The reason? Police are overreacting to black activists' complaints about law-abiding citizens getting thrown into jail along with the criminals, the source says. Miami-Dade's Northside District, which is responsible for enforcing the law in many of the county's predominantly black neighborhoods, is no longer looking for dope holes and is conducting fewer undercover sting operations or sweeps.

Right now it's a free-for-all, and the bad guys know it.

I called Miami-Dade Police Director Juan Perez for comment, but a department spokesperson didn't immediately respond. I'll add his comment if he bothers to call back.

The regular folks who aren't breaking the law are living in fear. They are terrified to call police because gangbangers kill snitches. According to my source, the top brass has made it clear they won't send officers unless they get an emergency call. It's a Mexican standoff between community activists and Perez.
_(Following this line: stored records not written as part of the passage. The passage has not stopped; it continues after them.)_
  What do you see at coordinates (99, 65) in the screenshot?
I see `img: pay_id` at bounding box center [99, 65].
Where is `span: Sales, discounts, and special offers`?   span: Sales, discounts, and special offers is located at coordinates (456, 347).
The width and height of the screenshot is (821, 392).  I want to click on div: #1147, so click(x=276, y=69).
What the director fails to grasp is that activists are simply trying to stop police from kicking down the wrong doors. No one wants a gun shoved in a baby's face. Community leaders want the police to do their job right. Their training teaches them not to treat black people like residents of a Third-World country, and they shouldn't. But we want the killers and the drug dealers off the streets more than the police do.
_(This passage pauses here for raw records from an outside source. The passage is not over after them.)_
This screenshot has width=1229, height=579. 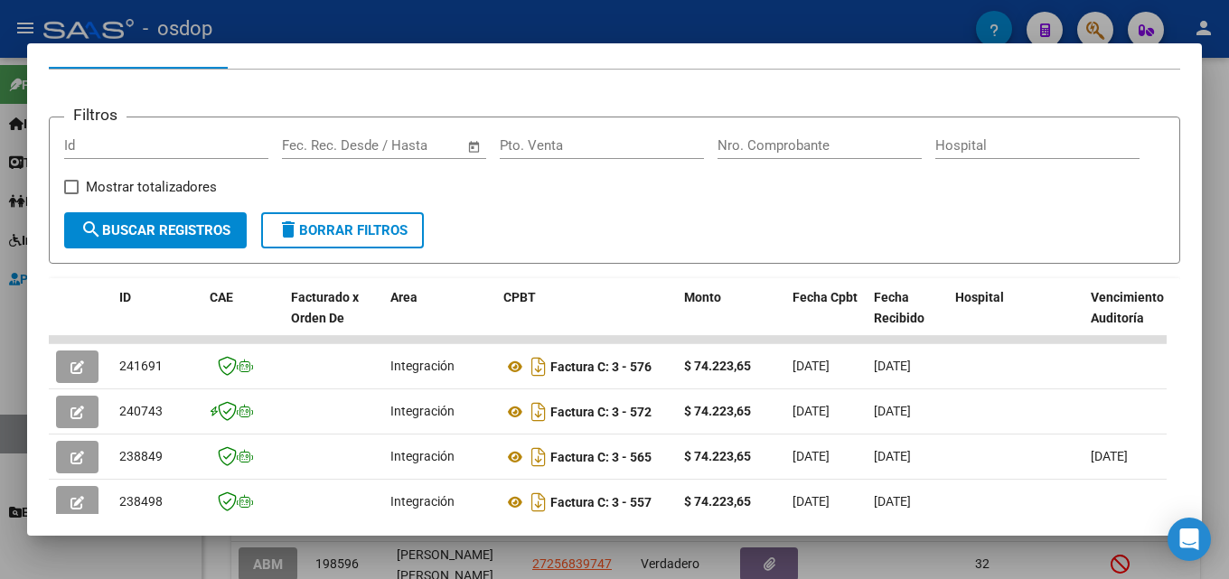 I want to click on strong: Factura C: 3 - 576, so click(x=601, y=367).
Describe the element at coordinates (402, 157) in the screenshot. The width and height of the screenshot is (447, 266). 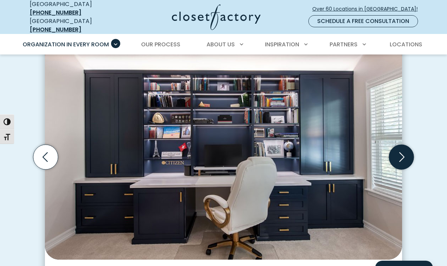
I see `button: Next slide` at that location.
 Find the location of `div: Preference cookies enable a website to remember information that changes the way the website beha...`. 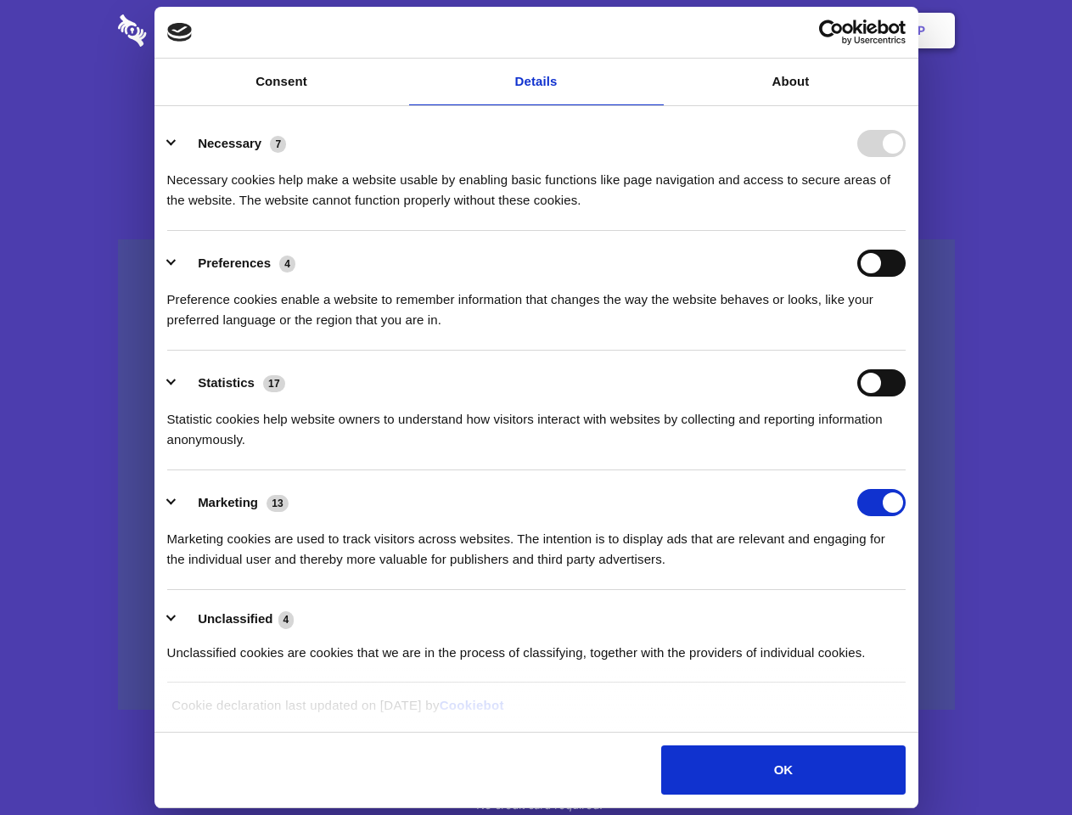

div: Preference cookies enable a website to remember information that changes the way the website beha... is located at coordinates (536, 303).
Black residents of unincorporated Miami-Dade want to be able to walk their dogs at night or let their children play in the park without fear of getting shot. It's time to bring back real policing. If Perez doesn't want to let his officers do their jobs, Mayor Carlos Gimenez needs to step in. The mayor should get a police director who knows how to balance enforcing the law and protecting people's civil rights, as well as telling officers how to conduct themselves.

Maybe it's time for a new police director.